Military equipment has been shuttled through the local public airport, which is closed to commercial traffic until Tuesday at the earliest.

"It's the first time Turkish forces have attacked like this," said Peoples' Democratic Party (HDP) deputy Faysal Sariyildiz via phone from Cizre, as the sound of explosions boomed in the background.

“Today I received more than 100 calls from people here asking for help; they have fires in their houses, they’ve had no water for five days.”

The resurgence of violence in southeast Turkey has in part been sparked by the war and a collapse of authority in Syria, just 500 metres south of Cizre.

The families of many youths today fighting Turkish forces in Cizre have seen their businesses crushed as a result of the closing of the border.

However, it was the Turkish government’s decision to prevent volunteer fighters from Cizre from entering the Kurdish-Syrian city of Kobane as it faced obliteration by Isis jihadists in October 2014 that fuelled widespread resentment.

Then, a suicide bombing of Kurdish-focused activists in Suruc that killed 32 people last July tipped Turkey back into war. Pictures of the corpse of Haci Lokman Birlik, a brother-in-law of a HDP deputy from Sirnak, being dragged behind a military vehicle last October added to the simmering rage.

The shaky calm that appeared to end the 30-year war between secessionist Kurds and the state in 2013 has now definitively crumbled.

Despite calls for restraint from prominent Kurdish figures, many Kurds feel the authorities did nothing to prevent the Suruc bombing and other atrocities and have done less, since then, to protect HDP politicians and Kurdish civilians.

In retaliation, a police officer was abducted in Cizre on December 10th allegedly by the PKK’s youth wing, the YDG-H. Militias have prevented tanks from entering Cizre by destroying road entrances and laying roadside bombs while Turkey’s interior minister said the fact that government-owned machinery was used to dig roadblocks indicated officials in the town are colluding with the PKK.

Local residents have criticised the authorities for ordering teaching staff and police out of the region just hours before the operation began last Tuesday. “This means they want to destroy whoever is left,” said HDP deputy Sariyildiz. Now, 43,000 students are without access to school and many missed state exams last week. An hour’s drive west in Nusaybin, where on and off curfews have been in place for months, shops are shuttered despite footpaths teeming with people out for a weekend walk around.

General elections

Ten Kurdish rebels and two civilians were killed here in clashes in November, the same month the HDP won 89 per cent of the vote in general elections. Still, not all in Nusaybin support the militants’ actions.

“There are about 50 armed guys down there, some are from here, some are from the mountain,” said a man sitting a hundred metres from where police vehicles have blocked the rebels in.

“But look around you – all the shops are closed, there’s no normal life now and it’s because of these young guys who have picked up weapons.”

More than 200 members of the security forces and police officers have been killed since July and 1,700 militants and PKK supporters have died.

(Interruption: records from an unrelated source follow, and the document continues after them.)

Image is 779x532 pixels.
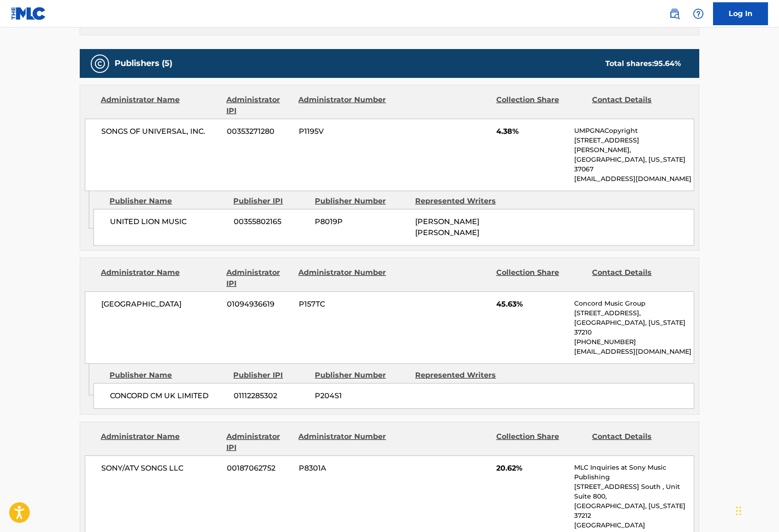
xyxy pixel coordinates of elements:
[299,431,387,453] div: Administrator Number
[299,299,388,309] span: P157TC
[299,463,388,474] span: P8301A
[110,195,227,206] div: Publisher Name
[692,8,704,19] img: help
[736,497,741,524] div: Drag
[574,308,693,318] p: [STREET_ADDRESS],
[574,126,693,135] p: UMPGNACopyright
[605,58,681,69] div: Total shares:
[233,390,308,402] span: 01112285302
[574,347,693,357] p: [EMAIL_ADDRESS][DOMAIN_NAME]
[110,370,227,380] div: Publisher Name
[227,299,292,309] span: 01094936619
[227,94,292,117] div: Administrator IPI
[101,94,220,117] div: Administrator Name
[227,431,292,453] div: Administrator IPI
[315,390,408,402] span: P204S1
[101,299,220,309] span: [GEOGRAPHIC_DATA]
[690,5,707,23] div: Help
[496,463,567,474] span: 20.62%
[315,195,408,206] div: Publisher Number
[496,126,567,137] span: 4.38%
[299,94,387,117] div: Administrator Number
[574,520,693,530] p: [GEOGRAPHIC_DATA]
[415,195,509,206] div: Represented Writers
[315,370,408,380] div: Publisher Number
[592,267,681,289] div: Contact Details
[574,482,693,501] p: [STREET_ADDRESS] South , Unit Suite 800,
[574,135,693,155] p: [STREET_ADDRESS][PERSON_NAME],
[233,195,308,206] div: Publisher IPI
[227,267,292,289] div: Administrator IPI
[101,267,220,289] div: Administrator Name
[654,59,681,68] span: 95.64 %
[115,58,172,69] h5: Publishers (5)
[496,431,585,453] div: Collection Share
[574,155,693,174] p: [GEOGRAPHIC_DATA], [US_STATE] 37067
[669,8,680,19] img: search
[574,337,693,347] p: [PHONE_NUMBER]
[496,299,567,309] span: 45.63%
[110,390,227,402] span: CONCORD CM UK LIMITED
[299,267,387,289] div: Administrator Number
[665,5,684,23] a: Public Search
[227,126,292,137] span: 00353271280
[101,463,220,474] span: SONY/ATV SONGS LLC
[233,370,308,380] div: Publisher IPI
[101,126,220,137] span: SONGS OF UNIVERSAL, INC.
[415,370,509,380] div: Represented Writers
[227,463,292,474] span: 00187062752
[733,488,779,532] iframe: Chat Widget
[11,7,47,20] img: MLC Logo
[574,174,693,184] p: [EMAIL_ADDRESS][DOMAIN_NAME]
[496,267,585,289] div: Collection Share
[101,431,220,453] div: Administrator Name
[592,431,681,453] div: Contact Details
[299,126,388,137] span: P1195V
[496,94,585,117] div: Collection Share
[415,217,479,237] span: [PERSON_NAME] [PERSON_NAME]
[574,299,693,308] p: Concord Music Group
[233,216,308,228] span: 00355802165
[592,94,681,117] div: Contact Details
[574,501,693,520] p: [GEOGRAPHIC_DATA], [US_STATE] 37212
[574,318,693,337] p: [GEOGRAPHIC_DATA], [US_STATE] 37210
[713,2,768,25] a: Log In
[574,463,693,482] p: MLC Inquiries at Sony Music Publishing
[94,58,105,69] img: Publishers
[315,216,408,228] span: P8019P
[110,216,227,228] span: UNITED LION MUSIC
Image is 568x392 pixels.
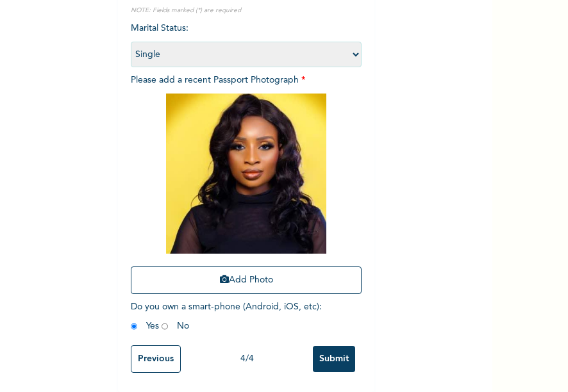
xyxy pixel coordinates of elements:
[181,352,313,366] div: 4 / 4
[130,6,362,15] p: NOTE: Fields marked (*) are required
[130,76,362,300] span: Please add a recent Passport Photograph
[130,345,181,373] input: Previous
[313,346,355,373] input: Submit
[130,24,362,59] span: Marital Status :
[166,94,327,254] img: Crop
[130,303,321,331] span: Do you own a smart-phone (Android, iOS, etc) : Yes No
[130,267,362,294] button: Add Photo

Back at the military blockade outside Cizre, a young-looking man dressed in civilian clothes whose holstered pistol is displayed prominently has arrived on the scene. He shouts at the truck drivers to move their wagons so that he can drive his military jeep past towards Cizre.

“We’ve been stuck here for six days,” shouts one driver back; the exchange becomes increasing heated.

“That’s not my problem now, move the truck!” shouts back the officer-apparent.

“You see, he’s not from around here,” said the truck driver later, pointing to the jeep as it speeds off. “He’s not Kurdish.”